Yes, that list was part of the premise of the op. 26% of world total, 37% of US total of, in the case that you linked to, Nobel Prize Winners in Physics (you could do Economics and see 41% of world total, 53% of US total, even the least, the Peace Prize, has 9% of world total, 10% of US total). And the question of the op was: why percents that are so much greater than their representation in the world or in the United States respectively?
Your answer is that it is because the list includes those who are one quarter and half Jewish?
That’s not my answer, but if you say that high income has nothing to do with intelligence then winning the Nobel Prize hasn’t any relation with intelligence either.
Very high IQ has a correlation with middle-class income. My theory is that these scores are sometimes more an indication of focus on raw academic skills rather than an indication of pure talent.
On the other hand, mere high IQ does have a correlation with high income. My theory of course is that these individuals tend to be more well-rounded with people skills.
I would think that Nobel Prize winners would test very high rather than simply high for IQ (despite whatever their “actual” intelligence is), because IQ tests do tend to favor those with high academic knowledge.
Of 130 Jewish NP in for Chemistry-Physics-Medicine combined (one convert to Judaism discounted):
115 had two Jewish parents
15 had one Jewish parent
Another way of looking at it is that 94% of the parents of the 130 were Jews. I do not think that significantly
diminishes the statistical dominance of Jewish NP winners.
Richard Feynman is easily the last great scientist of the 20th century, yet his IQ was only 125. The number of Nobel Prize laureates is meaningless IQ-wise.
Okay, so your response to the op and the subject of this thread is not based on the ocassional non-Jewish parent of Jewish Nobel Prize Winners (or, I presume, of the 25% of Japan’s Kyoto Prize winners that have been Jewish, or the 38% of the winners of the U.S. National Medal of Science).
What is your response to the actual subject of this thread?
Is it now that winning these prizes “is meaningless”?
No, that merely suggests that IQ is, at best, a rather imperfect measure of a person’s intelligence.
Anyone, in your short time on this thread you have made reckless charges which you’ve repeatedly refused to provide citations for and when challenged responded with racial slurs.
You do little to inspire confidence in the idea that you’re here to engage in honest debate, but I’ll give you the benefit of the doubt.
So, please provide a link to back you your claim regarding the family incomes of different ethnic groups and provide a link to show that low-caste Hindus are “genetically” different than high-caste Hindus.
Feynman’s Caltech colleague Murray Gell-Mann of “Quark” fame (look it up)
might take umbrage at that, and so might other NB luminaries such as
Steven Weinberg (Jew), Sheldon Glashow (Jew) and Abdus Salaam (Muslim).
Futhermore, any IQ test grading Feynman as low as 125 is invalid. Feynman
deserved more than that for his mathematical ability alone.
BTW, don’t know where you get that $150K bit and doubt you will come up with a cite for it, but here is some real information on salaries that scientists make. Solidly middle class.
As to the nature of the correlation between IQ and income. Well there have been “great debates” over that, many of them, but here’s one study of interest for you:
Among the individuals I have known, which have included many average, some bright and a handful of geniuses, there is only slight correlation. The most economically successful have not been the geniuses but the bright who place money as the single sign of success and who have good people skills; the very brightest are doing well but are often in academia or have self sabotaged by showing up bosses or other inter-personally stupid things along the way. That is of course just anecdotally. But, no, I would not take the fact that there is a larger percent of Jews who make over $100K a year in the United States than for any other religiously identified group (including Hindu), as evidence of Jewish intelligence. As you accurately (to my mind) point out: education, intellectual, and economic success are only explained by intelligence to some small degree; opportunity and culture are larger factors.
In high school, his IQ was determined to be 125—high, but “merely respectable” according to biographer James Gleick.[14] Feynman later scoffed at psychometric testing. By 15, he had learned differential and integral calculus. Before entering college, he was experimenting with and re-creating mathematical topics, such as the half-derivative, using his own notation. In high school, he was developing the mathematical intuition behind his Taylor series of mathematical operators.[15]
You will probably tell me that his IQ increased over time. That’s unlikely at best. It tends to stay the same. Actually, it decreases with age. You have to take into account that he studied hard all his life, so I really doubt his IQ increased significantly during his later years.
Maybe it will dawn on you that I was not denying the numerical results were 125,
I was denying they were an accurate measurment of Feynman’s intelligence.
The reasons I deny it are highlighted in the quote you kindly provided from Gleick,
whose bio Genius I have read.
That’s an utterly moronic comment which shows massive ignorance about the world.
Anyway please provide links for your asinine claim that low-caste and high-caste Hindus are “genetically different” and the link for your post regarding the median incomes of various ethnic groups in the US.
You’ve made too many errors for us to take your claims at face value.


Exercise prompt: Keep the pictures out of the copy and print all the entries below exactly.

Start of Block

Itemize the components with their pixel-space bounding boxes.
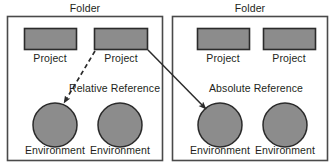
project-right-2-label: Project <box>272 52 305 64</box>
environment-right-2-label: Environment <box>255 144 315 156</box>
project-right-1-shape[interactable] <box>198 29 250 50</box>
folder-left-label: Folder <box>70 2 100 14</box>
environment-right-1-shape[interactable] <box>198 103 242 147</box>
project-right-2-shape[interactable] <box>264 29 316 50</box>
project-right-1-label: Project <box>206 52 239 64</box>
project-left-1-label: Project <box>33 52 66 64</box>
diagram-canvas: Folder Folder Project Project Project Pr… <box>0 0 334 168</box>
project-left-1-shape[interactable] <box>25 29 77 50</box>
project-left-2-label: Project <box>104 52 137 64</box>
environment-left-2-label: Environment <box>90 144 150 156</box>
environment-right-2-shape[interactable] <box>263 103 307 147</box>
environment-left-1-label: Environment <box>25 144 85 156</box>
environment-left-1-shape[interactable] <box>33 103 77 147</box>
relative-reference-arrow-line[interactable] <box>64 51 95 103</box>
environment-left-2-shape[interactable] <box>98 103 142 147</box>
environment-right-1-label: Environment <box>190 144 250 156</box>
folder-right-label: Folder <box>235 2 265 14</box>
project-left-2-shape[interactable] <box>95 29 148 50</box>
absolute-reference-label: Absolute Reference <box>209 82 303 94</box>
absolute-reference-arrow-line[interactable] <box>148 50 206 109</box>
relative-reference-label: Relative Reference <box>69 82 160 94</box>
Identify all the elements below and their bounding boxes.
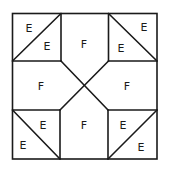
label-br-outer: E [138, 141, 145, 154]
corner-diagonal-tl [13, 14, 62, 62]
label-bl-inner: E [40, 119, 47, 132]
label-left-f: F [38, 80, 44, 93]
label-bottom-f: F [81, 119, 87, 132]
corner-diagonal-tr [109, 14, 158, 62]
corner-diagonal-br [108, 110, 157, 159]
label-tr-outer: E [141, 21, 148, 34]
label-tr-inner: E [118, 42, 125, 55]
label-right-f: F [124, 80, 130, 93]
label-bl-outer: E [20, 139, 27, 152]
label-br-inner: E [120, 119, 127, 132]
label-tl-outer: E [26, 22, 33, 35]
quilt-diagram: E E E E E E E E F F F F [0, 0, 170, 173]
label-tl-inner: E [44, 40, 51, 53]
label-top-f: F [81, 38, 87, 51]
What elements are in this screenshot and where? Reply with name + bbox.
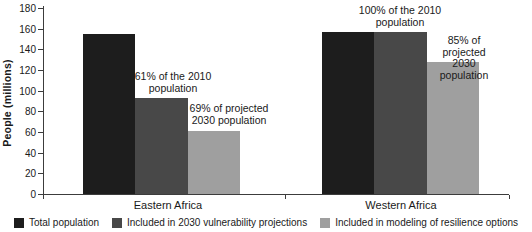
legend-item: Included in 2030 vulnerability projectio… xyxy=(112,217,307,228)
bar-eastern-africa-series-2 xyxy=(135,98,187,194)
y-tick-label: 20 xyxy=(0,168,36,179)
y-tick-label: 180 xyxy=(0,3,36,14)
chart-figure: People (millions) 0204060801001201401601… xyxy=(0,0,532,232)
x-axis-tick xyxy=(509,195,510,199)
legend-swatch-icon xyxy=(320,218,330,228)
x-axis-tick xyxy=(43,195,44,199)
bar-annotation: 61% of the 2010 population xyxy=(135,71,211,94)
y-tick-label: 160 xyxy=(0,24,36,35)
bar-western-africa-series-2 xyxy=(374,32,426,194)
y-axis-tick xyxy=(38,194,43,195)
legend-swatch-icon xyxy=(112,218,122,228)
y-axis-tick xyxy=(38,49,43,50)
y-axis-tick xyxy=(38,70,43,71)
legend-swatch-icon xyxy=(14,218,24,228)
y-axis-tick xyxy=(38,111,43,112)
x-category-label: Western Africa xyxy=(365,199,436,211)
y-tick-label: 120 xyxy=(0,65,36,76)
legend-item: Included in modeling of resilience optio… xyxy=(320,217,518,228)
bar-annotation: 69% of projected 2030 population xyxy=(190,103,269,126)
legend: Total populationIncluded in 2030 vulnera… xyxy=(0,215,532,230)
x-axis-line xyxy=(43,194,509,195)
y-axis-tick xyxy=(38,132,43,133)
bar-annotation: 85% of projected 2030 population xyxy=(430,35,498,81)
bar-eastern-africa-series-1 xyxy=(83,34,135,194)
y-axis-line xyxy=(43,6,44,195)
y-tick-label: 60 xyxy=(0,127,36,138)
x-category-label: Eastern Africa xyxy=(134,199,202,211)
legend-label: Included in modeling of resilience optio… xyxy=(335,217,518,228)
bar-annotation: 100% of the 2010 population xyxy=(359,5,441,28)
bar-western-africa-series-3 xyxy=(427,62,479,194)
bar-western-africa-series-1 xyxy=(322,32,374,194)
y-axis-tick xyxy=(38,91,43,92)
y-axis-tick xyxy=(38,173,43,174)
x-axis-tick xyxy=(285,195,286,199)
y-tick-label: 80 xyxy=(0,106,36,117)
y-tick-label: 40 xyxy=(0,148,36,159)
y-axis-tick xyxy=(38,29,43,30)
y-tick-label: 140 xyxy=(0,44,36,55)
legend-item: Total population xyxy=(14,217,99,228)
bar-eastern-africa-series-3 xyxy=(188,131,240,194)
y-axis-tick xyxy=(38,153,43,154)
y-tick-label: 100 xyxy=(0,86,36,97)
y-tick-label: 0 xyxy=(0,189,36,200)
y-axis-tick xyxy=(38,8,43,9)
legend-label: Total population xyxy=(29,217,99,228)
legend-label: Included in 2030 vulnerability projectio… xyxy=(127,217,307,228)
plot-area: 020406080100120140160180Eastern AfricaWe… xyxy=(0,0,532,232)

End of Block

Result of the exercise:
Itemize the components with their pixel-space bounding boxes.
project-right-2-label: Project <box>272 52 305 64</box>
environment-right-2-label: Environment <box>255 144 315 156</box>
project-right-1-shape[interactable] <box>198 29 250 50</box>
folder-left-label: Folder <box>70 2 100 14</box>
environment-right-1-shape[interactable] <box>198 103 242 147</box>
project-right-2-shape[interactable] <box>264 29 316 50</box>
project-right-1-label: Project <box>206 52 239 64</box>
project-left-1-label: Project <box>33 52 66 64</box>
diagram-canvas: Folder Folder Project Project Project Pr… <box>0 0 334 168</box>
project-left-1-shape[interactable] <box>25 29 77 50</box>
project-left-2-label: Project <box>104 52 137 64</box>
environment-left-2-label: Environment <box>90 144 150 156</box>
environment-right-2-shape[interactable] <box>263 103 307 147</box>
environment-left-1-label: Environment <box>25 144 85 156</box>
environment-left-1-shape[interactable] <box>33 103 77 147</box>
relative-reference-arrow-line[interactable] <box>64 51 95 103</box>
environment-left-2-shape[interactable] <box>98 103 142 147</box>
environment-right-1-label: Environment <box>190 144 250 156</box>
folder-right-label: Folder <box>235 2 265 14</box>
project-left-2-shape[interactable] <box>95 29 148 50</box>
absolute-reference-label: Absolute Reference <box>209 82 303 94</box>
absolute-reference-arrow-line[interactable] <box>148 50 206 109</box>
relative-reference-label: Relative Reference <box>69 82 160 94</box>
Identify all the elements below and their bounding boxes.
label-br-outer: E [138, 141, 145, 154]
corner-diagonal-tl [13, 14, 62, 62]
label-bl-inner: E [40, 119, 47, 132]
label-left-f: F [38, 80, 44, 93]
label-bottom-f: F [81, 119, 87, 132]
corner-diagonal-tr [109, 14, 158, 62]
corner-diagonal-br [108, 110, 157, 159]
label-tr-outer: E [141, 21, 148, 34]
label-tr-inner: E [118, 42, 125, 55]
label-right-f: F [124, 80, 130, 93]
label-bl-outer: E [20, 139, 27, 152]
label-br-inner: E [120, 119, 127, 132]
label-tl-outer: E [26, 22, 33, 35]
quilt-diagram: E E E E E E E E F F F F [0, 0, 170, 173]
label-tl-inner: E [44, 40, 51, 53]
label-top-f: F [81, 38, 87, 51]
What elements are in this screenshot and where? Reply with name + bbox.
legend-item: Included in 2030 vulnerability projectio… xyxy=(112,217,307,228)
bar-eastern-africa-series-2 xyxy=(135,98,187,194)
y-tick-label: 20 xyxy=(0,168,36,179)
y-tick-label: 180 xyxy=(0,3,36,14)
chart-figure: People (millions) 0204060801001201401601… xyxy=(0,0,532,232)
x-axis-tick xyxy=(509,195,510,199)
legend-swatch-icon xyxy=(320,218,330,228)
x-axis-tick xyxy=(43,195,44,199)
bar-annotation: 61% of the 2010 population xyxy=(135,71,211,94)
y-tick-label: 160 xyxy=(0,24,36,35)
bar-western-africa-series-2 xyxy=(374,32,426,194)
y-axis-tick xyxy=(38,194,43,195)
legend-swatch-icon xyxy=(112,218,122,228)
y-axis-tick xyxy=(38,49,43,50)
y-axis-tick xyxy=(38,70,43,71)
legend-swatch-icon xyxy=(14,218,24,228)
y-axis-tick xyxy=(38,111,43,112)
x-category-label: Western Africa xyxy=(365,199,436,211)
y-tick-label: 120 xyxy=(0,65,36,76)
legend-item: Included in modeling of resilience optio… xyxy=(320,217,518,228)
bar-annotation: 69% of projected 2030 population xyxy=(190,103,269,126)
legend: Total populationIncluded in 2030 vulnera… xyxy=(0,215,532,230)
x-axis-line xyxy=(43,194,509,195)
y-axis-tick xyxy=(38,132,43,133)
bar-annotation: 85% of projected 2030 population xyxy=(430,35,498,81)
bar-eastern-africa-series-1 xyxy=(83,34,135,194)
y-axis-line xyxy=(43,6,44,195)
y-tick-label: 60 xyxy=(0,127,36,138)
x-category-label: Eastern Africa xyxy=(134,199,202,211)
legend-label: Included in modeling of resilience optio… xyxy=(335,217,518,228)
bar-annotation: 100% of the 2010 population xyxy=(359,5,441,28)
bar-western-africa-series-3 xyxy=(427,62,479,194)
bar-western-africa-series-1 xyxy=(322,32,374,194)
y-axis-tick xyxy=(38,91,43,92)
y-axis-tick xyxy=(38,173,43,174)
x-axis-tick xyxy=(285,195,286,199)
y-tick-label: 80 xyxy=(0,106,36,117)
y-tick-label: 40 xyxy=(0,148,36,159)
y-axis-tick xyxy=(38,29,43,30)
y-tick-label: 140 xyxy=(0,44,36,55)
legend-item: Total population xyxy=(14,217,99,228)
bar-eastern-africa-series-3 xyxy=(188,131,240,194)
y-axis-tick xyxy=(38,153,43,154)
y-tick-label: 100 xyxy=(0,86,36,97)
y-tick-label: 0 xyxy=(0,189,36,200)
y-axis-tick xyxy=(38,8,43,9)
legend-label: Total population xyxy=(29,217,99,228)
legend-label: Included in 2030 vulnerability projectio… xyxy=(127,217,307,228)
plot-area: 020406080100120140160180Eastern AfricaWe… xyxy=(0,0,532,232)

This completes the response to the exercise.